I shook my head. We were easing back into our comfort zones and I liked it. Maybe it was going to be a good night after all.
CHAPTER 20
Sheriff Gaylord Denny left his office at 6:15 P.M. He drove straight home, disappeared inside his comfortable brick ranch-style house and emerged twenty minutes later. He had changed out of his coat and tie and into a pair of ill-fitting athletic pants, ball cap, and a golf shirt that looked like it had been pulled from the bottom of the laundry hamper.
“I don’t think Rotary Club meetings are formal, but it seems he’d at least make himself presentable,” I said.
Sophia didn’t say anything as she watched Denny through the tinted windshield. She was in the passenger seat with her long legs pulled up and feet pressed against the dashboard.
I had parked two houses down on the intersecting street with a clear shot of the Denny homestead just beyond the backyards. Denny left the department-issued vehicle in his driveway and climbed into an older model Cadillac with a busted taillight and scratched rear bumper.
“Peterson’s got something on him.” I cranked the engine and followed the Cadillac out of the neighborhood. He drove about two miles, then picked up the main road and headed back into town.
“Why do you say Peterson has something on him?”
“If he was an active participant, he’d shell out the money to have his car fixed. A man that drives around in a Caddy likes the status that comes with it. They usually have the car in the shop the next day.”
“I still say he’s just a doddering old man with some issues.”
I threw a glance at her and grinned. “Uh-huh. Then why are you tagging along on this ride? It’s not that you simply like my company.”

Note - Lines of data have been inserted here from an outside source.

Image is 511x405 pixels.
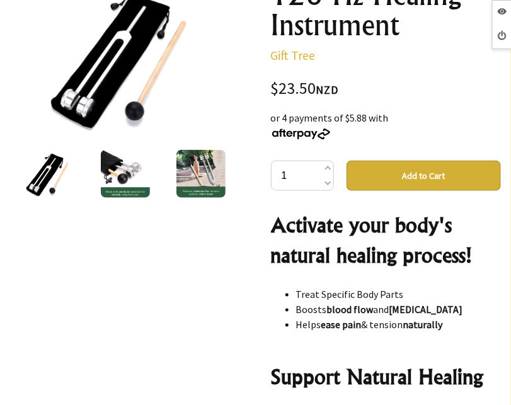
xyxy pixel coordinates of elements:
[271,110,501,140] div: or 4 payments of $5.88 with
[101,150,150,198] img: 128 Hz Healing Instrument
[327,303,373,315] strong: blood flow
[296,286,501,302] li: Treat Specific Body Parts
[296,317,501,332] li: Helps & tension
[271,212,472,268] strong: Activate your body's natural healing process!
[321,318,361,331] strong: ease pain
[271,365,483,390] strong: Support Natural Healing
[271,128,331,140] img: Afterpay
[271,81,501,98] div: $23.50
[176,150,225,198] img: 128 Hz Healing Instrument
[23,150,76,198] img: 128 Hz Healing Instrument
[346,161,501,191] button: Add to Cart
[389,303,463,315] strong: [MEDICAL_DATA]
[403,318,443,331] strong: naturally
[271,47,315,63] a: Gift Tree
[316,82,339,97] span: NZD
[296,302,501,317] li: Boosts and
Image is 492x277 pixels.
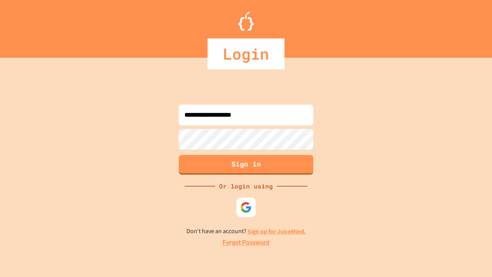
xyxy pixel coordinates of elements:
p: Don't have an account? [186,226,306,236]
button: Sign in [179,155,313,175]
div: Login [208,38,284,69]
iframe: chat widget [460,246,484,269]
img: google-icon.svg [240,201,252,213]
a: Sign up for JuiceMind. [248,227,306,235]
div: Or login using [215,181,277,191]
img: Logo.svg [238,12,254,31]
iframe: chat widget [428,213,484,245]
a: Forgot Password [223,238,269,247]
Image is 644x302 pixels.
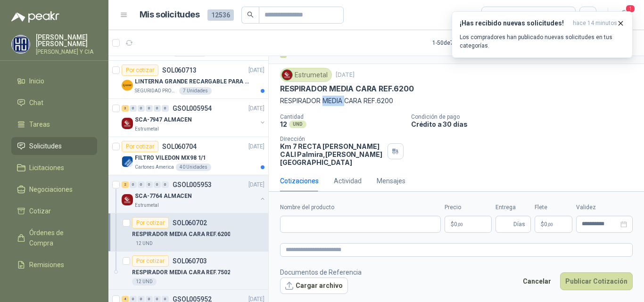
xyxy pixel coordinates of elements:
a: Tareas [12,116,97,133]
p: Crédito a 30 días [411,120,640,128]
div: Por cotizar [122,65,158,76]
div: 12 UND [132,240,157,247]
span: ,00 [458,222,463,227]
a: Por cotizarSOL060704[DATE] Company LogoFILTRO VILEDON MX98 1/1Cartones America40 Unidades [108,137,268,175]
span: Chat [29,97,43,108]
div: 1 - 50 de 7961 [433,35,494,51]
p: SOL060704 [162,143,197,150]
p: Dirección [280,136,384,142]
p: $0,00 [445,216,492,233]
p: Km 7 RECTA [PERSON_NAME] CALI Palmira , [PERSON_NAME][GEOGRAPHIC_DATA] [280,142,384,166]
a: Licitaciones [12,159,97,177]
a: Cotizar [12,202,97,220]
a: Por cotizarSOL060702RESPIRADOR MEDIA CARA REF.620012 UND [108,214,268,251]
div: Por cotizar [132,255,169,267]
p: SOL060703 [172,258,207,264]
p: [DATE] [249,142,264,151]
div: 2 [122,181,129,188]
span: Inicio [29,76,44,86]
img: Company Logo [12,35,30,53]
div: 0 [130,105,136,111]
div: 0 [138,105,145,111]
a: Chat [12,94,97,111]
button: Cargar archivo [280,278,348,295]
p: GSOL005954 [172,105,211,111]
span: Órdenes de Compra [29,228,88,248]
div: UND [289,121,306,128]
h3: ¡Has recibido nuevas solicitudes! [460,19,569,27]
div: Por cotizar [122,141,158,152]
p: Cartones America [135,164,174,171]
a: 2 0 0 0 0 0 GSOL005953[DATE] Company LogoSCA-7764 ALMACENEstrumetal [122,179,266,209]
p: RESPIRADOR MEDIA CARA REF.6200 [132,230,230,239]
span: Licitaciones [29,163,64,173]
p: Cantidad [280,114,403,120]
p: [DATE] [249,66,264,75]
a: Inicio [12,72,97,90]
span: 0 [544,222,553,227]
span: 0 [454,222,463,227]
p: Condición de pago [411,114,640,120]
p: RESPIRADOR MEDIA CARA REF.7502 [132,268,230,277]
img: Company Logo [122,156,133,167]
a: Por cotizarSOL060713[DATE] Company LogoLINTERNA GRANDE RECARGABLE PARA ESPACIOS ABIERTOS 100-150M... [108,61,268,99]
p: SOL060713 [162,67,197,74]
span: Remisiones [29,259,64,270]
img: Company Logo [282,70,292,80]
img: Logo peakr [12,12,60,23]
span: Cotizar [29,206,51,216]
span: 1 [625,4,635,13]
img: Company Logo [122,80,133,91]
div: Por cotizar [132,217,169,228]
div: 40 Unidades [176,164,211,171]
label: Validez [576,203,633,212]
p: Estrumetal [135,125,159,133]
a: Configuración [12,278,97,295]
p: SEGURIDAD PROVISER LTDA [135,87,177,95]
span: Días [514,216,525,233]
div: 0 [161,105,169,111]
p: [DATE] [249,180,264,189]
div: 0 [146,181,153,188]
p: FILTRO VILEDON MX98 1/1 [135,153,206,163]
p: $ 0,00 [535,216,573,233]
a: 3 0 0 0 0 0 GSOL005954[DATE] Company LogoSCA-7947 ALMACENEstrumetal [122,103,266,133]
a: Negociaciones [12,180,97,198]
span: Solicitudes [29,141,62,151]
div: 12 UND [132,278,157,286]
div: 7 Unidades [179,87,211,95]
label: Precio [445,203,492,212]
p: 12 [280,120,287,128]
label: Nombre del producto [280,203,441,212]
p: [DATE] [249,104,264,113]
div: Todas [487,10,508,20]
div: 0 [161,181,169,188]
div: 0 [146,105,153,111]
p: SCA-7947 ALMACEN [135,116,192,124]
img: Company Logo [122,118,133,129]
div: 0 [154,181,161,188]
img: Company Logo [122,194,133,205]
span: $ [541,222,544,227]
p: Documentos de Referencia [280,267,362,278]
div: 0 [154,105,161,111]
p: Estrumetal [135,202,159,209]
div: Mensajes [377,176,406,186]
button: Publicar Cotización [560,272,633,290]
label: Entrega [495,203,531,212]
a: Por cotizarSOL060703RESPIRADOR MEDIA CARA REF.750212 UND [108,251,268,290]
label: Flete [535,203,573,212]
a: Solicitudes [12,137,97,155]
span: ,00 [548,222,553,227]
div: Actividad [334,176,362,186]
span: Negociaciones [29,184,73,195]
span: 12536 [208,9,234,21]
p: GSOL005953 [172,181,211,188]
p: [PERSON_NAME] Y CIA [36,49,97,55]
p: LINTERNA GRANDE RECARGABLE PARA ESPACIOS ABIERTOS 100-150MTS [135,77,252,86]
div: 3 [122,105,129,111]
div: 0 [138,181,145,188]
div: 0 [130,181,136,188]
button: 1 [616,7,633,24]
span: Tareas [29,119,50,130]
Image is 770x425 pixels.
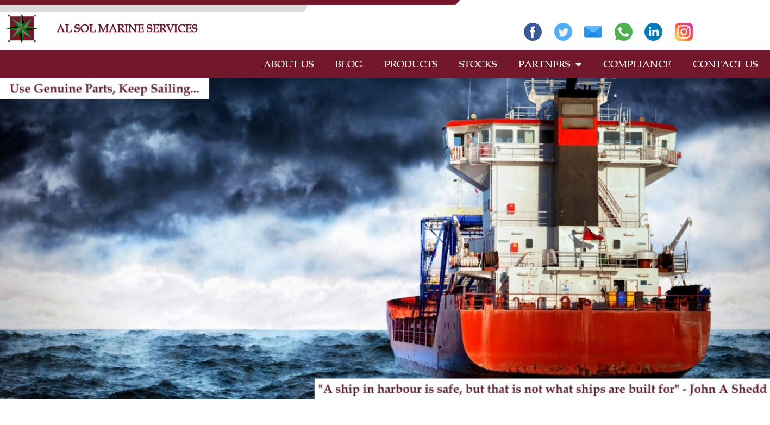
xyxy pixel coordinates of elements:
[682,52,768,77] a: CONTACT US
[448,52,507,77] a: STOCKS
[56,22,198,35] a: AL SOL MARINE SERVICES
[253,52,324,77] a: ABOUT US
[5,12,38,45] img: Alsolmarine-logo
[324,52,373,77] a: BLOG
[507,52,592,77] a: PARTNERS
[373,52,448,77] a: PRODUCTS
[592,52,682,77] a: COMPLIANCE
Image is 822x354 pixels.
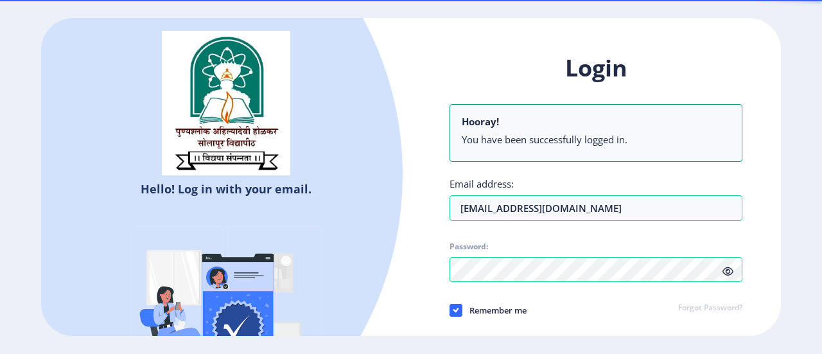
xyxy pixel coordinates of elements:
img: sulogo.png [162,31,290,176]
input: Email address [450,195,743,221]
h1: Login [450,53,743,84]
span: Remember me [463,303,527,318]
a: Forgot Password? [678,303,743,314]
b: Hooray! [462,115,499,128]
li: You have been successfully logged in. [462,133,730,146]
label: Password: [450,242,488,252]
label: Email address: [450,177,514,190]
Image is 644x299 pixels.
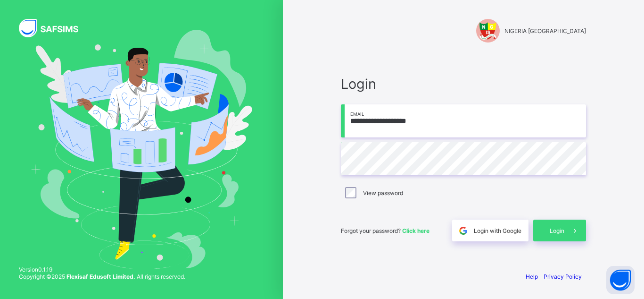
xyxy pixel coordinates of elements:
[19,273,185,279] span: Copyright © 2025 All rights reserved.
[457,225,468,236] img: google.396cfc9801f0270233282035f929180a.svg
[66,273,135,279] strong: Flexisaf Edusoft Limited.
[19,265,185,273] span: Version 0.1.19
[525,273,538,279] a: Help
[504,27,586,34] span: NIGERIA [GEOGRAPHIC_DATA]
[363,189,403,197] label: View password
[543,273,582,279] a: Privacy Policy
[19,19,89,37] img: SAFSIMS Logo
[30,29,253,269] img: Hero Image
[402,227,430,234] a: Click here
[549,227,564,234] span: Login
[340,75,586,92] span: Login
[606,265,634,294] button: Open asap
[474,227,521,234] span: Login with Google
[340,227,430,234] span: Forgot your password?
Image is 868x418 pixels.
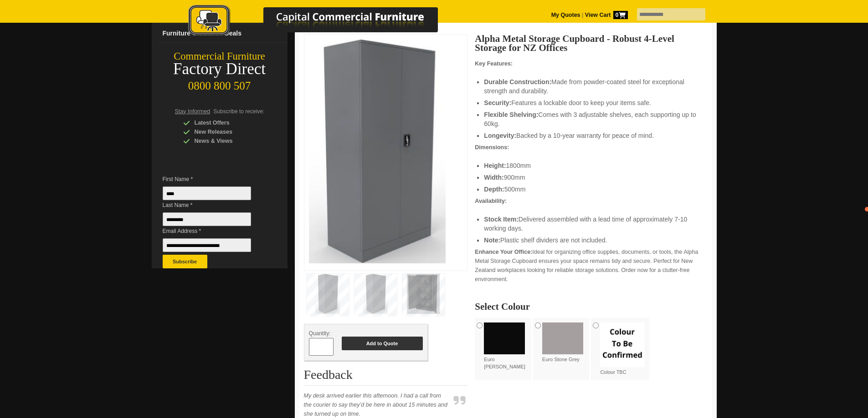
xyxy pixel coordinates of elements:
span: Email Address * [162,227,264,236]
strong: Longevity: [484,132,516,139]
span: Quantity: [309,331,331,337]
strong: Key Features: [475,61,512,67]
strong: Width: [484,174,503,181]
div: Factory Direct [152,63,287,75]
div: New Releases [183,127,269,137]
h2: Select Colour [475,302,707,311]
img: Capital Commercial Furniture Logo [163,4,482,38]
li: Plastic shelf dividers are not included. [484,236,698,245]
label: Euro [PERSON_NAME] [484,322,528,370]
div: Commercial Furniture [152,50,287,63]
img: Office metal storage cupboard, 1800H, with lockable doors and adjustable shelves. [309,39,446,263]
strong: Dimensions: [475,144,508,151]
li: Delivered assembled with a lead time of approximately 7-10 working days. [484,215,698,233]
span: First Name * [162,175,264,184]
p: Ideal for organizing office supplies, documents, or tools, the Alpha Metal Storage Cupboard ensur... [475,248,707,284]
button: Add to Quote [342,337,423,350]
a: My Quotes [551,12,580,18]
h2: Feedback [304,368,468,386]
input: Email Address * [162,238,251,252]
button: Subscribe [162,255,207,269]
img: Euro Matt Black [484,322,525,355]
span: Last Name * [162,201,264,210]
a: Capital Commercial Furniture Logo [163,4,482,41]
strong: Security: [484,99,511,106]
img: Colour TBC [600,322,645,367]
strong: Stock Item: [484,216,518,223]
strong: Height: [484,162,505,169]
a: View Cart0 [583,12,627,18]
strong: Note: [484,237,500,244]
li: 500mm [484,185,698,194]
strong: View Cart [585,12,628,18]
li: Features a lockable door to keep your items safe. [484,98,698,108]
label: Euro Stone Grey [542,322,586,364]
strong: Depth: [484,186,504,193]
div: News & Views [183,137,269,146]
h3: Alpha Metal Storage Cupboard - Robust 4-Level Storage for NZ Offices [475,34,707,53]
strong: Flexible Shelving: [484,111,538,118]
img: Euro Stone Grey [542,322,583,355]
strong: Enhance Your Office: [475,249,532,255]
input: Last Name * [162,212,251,226]
a: Furniture Clearance Deals [159,24,287,43]
li: Backed by a 10-year warranty for peace of mind. [484,131,698,140]
li: 1800mm [484,161,698,170]
span: Stay Informed [175,108,211,115]
li: Made from powder-coated steel for exceptional strength and durability. [484,77,698,96]
strong: Availability: [475,198,507,205]
li: Comes with 3 adjustable shelves, each supporting up to 60kg. [484,110,698,129]
input: First Name * [162,187,251,200]
label: Colour TBC [600,322,645,376]
li: 900mm [484,173,698,182]
div: 0800 800 507 [152,75,287,92]
span: 0 [613,11,628,19]
span: Subscribe to receive: [213,108,264,115]
div: Latest Offers [183,118,269,127]
strong: Durable Construction: [484,79,551,86]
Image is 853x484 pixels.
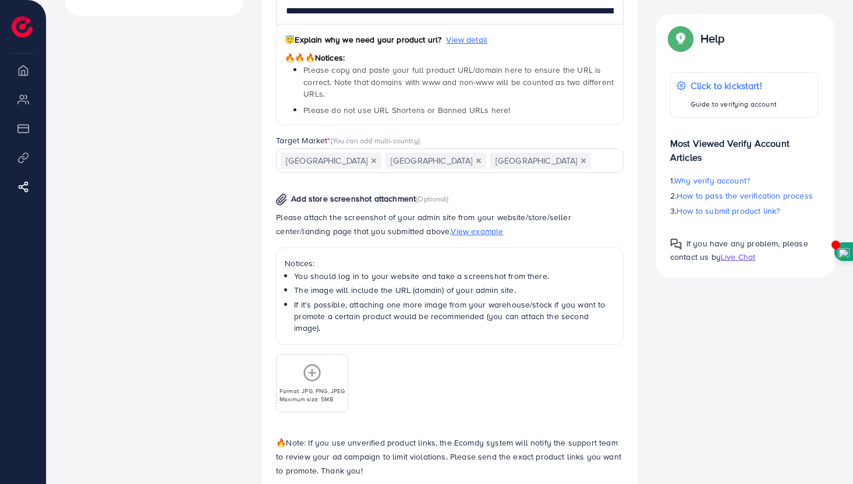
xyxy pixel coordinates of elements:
li: You should log in to your website and take a screenshot from there. [294,270,615,282]
span: Add store screenshot attachment [291,193,416,204]
span: 🔥 [276,437,286,448]
p: Maximum size: 5MB [280,395,345,403]
p: 2. [670,189,818,203]
span: Please copy and paste your full product URL/domain here to ensure the URL is correct. Note that d... [303,64,614,100]
span: How to submit product link? [677,205,780,217]
span: Live Chat [721,251,755,263]
span: How to pass the verification process [677,190,813,202]
button: Deselect United Kingdom [476,158,482,164]
input: Search for option [592,152,609,170]
span: [GEOGRAPHIC_DATA] [490,153,591,169]
p: Most Viewed Verify Account Articles [670,127,818,164]
span: 😇 [285,34,295,45]
button: Deselect South Africa [581,158,586,164]
p: Help [701,31,725,45]
span: View detail [446,34,487,45]
button: Deselect United States [371,158,377,164]
span: (Optional) [416,193,448,204]
iframe: Chat [804,432,845,475]
p: 1. [670,174,818,188]
span: [GEOGRAPHIC_DATA] [281,153,381,169]
span: If you have any problem, please contact us by [670,238,808,263]
span: View example [451,225,503,237]
p: Note: If you use unverified product links, the Ecomdy system will notify the support team to revi... [276,436,624,478]
p: Click to kickstart! [691,79,777,93]
img: Popup guide [670,238,682,250]
span: Notices: [285,52,345,63]
div: Search for option [276,149,624,172]
p: Guide to verifying account [691,97,777,111]
img: img [276,193,287,206]
span: [GEOGRAPHIC_DATA] [386,153,486,169]
span: Why verify account? [674,175,750,186]
span: 🔥🔥🔥 [285,52,315,63]
span: Explain why we need your product url? [285,34,441,45]
span: (You can add multi-country) [331,135,420,146]
span: Please do not use URL Shortens or Banned URLs here! [303,104,510,116]
img: Popup guide [670,28,691,49]
li: The image will include the URL (domain) of your admin site. [294,284,615,296]
li: If it's possible, attaching one more image from your warehouse/stock if you want to promote a cer... [294,299,615,334]
p: Notices: [285,256,615,270]
p: Format: JPG, PNG, JPEG [280,387,345,395]
p: Please attach the screenshot of your admin site from your website/store/seller center/landing pag... [276,210,624,238]
p: 3. [670,204,818,218]
label: Target Market [276,135,420,146]
img: logo [12,16,33,37]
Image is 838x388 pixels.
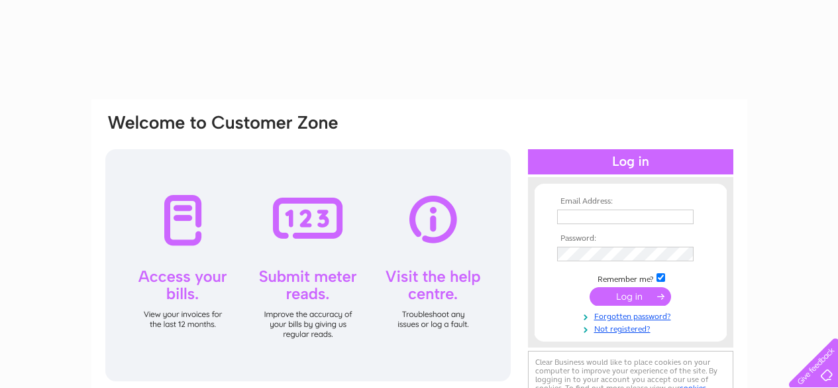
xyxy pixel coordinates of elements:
a: Not registered? [557,321,708,334]
td: Remember me? [554,271,708,284]
input: Submit [590,287,671,305]
th: Email Address: [554,197,708,206]
a: Forgotten password? [557,309,708,321]
th: Password: [554,234,708,243]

She glared at me a moment, then turned back to the windshield. “I’m tagging along to prove you wrong.” I thought I saw a hint of a grin.
“He’s turning into that burger joint.” She pointed toward the fast food restaurant on the corner. “He’s going through the drive-thru.”
I pulled into the opposite turning lane and headed into the gas-station parking lot across the street. “Why the hell is he going through a drive-thru? Don’t they have dinner at Rotary meetings?” I pulled the van out of the way of the gas pumps and parked near the curb where I could keep an eye on the restaurant.
“Maybe he doesn’t like what they serve.”
“Or maybe he’s not going to the meeting.” I hoped he wasn’t going anywhere he wanted to make an impression. Not how he was dressed.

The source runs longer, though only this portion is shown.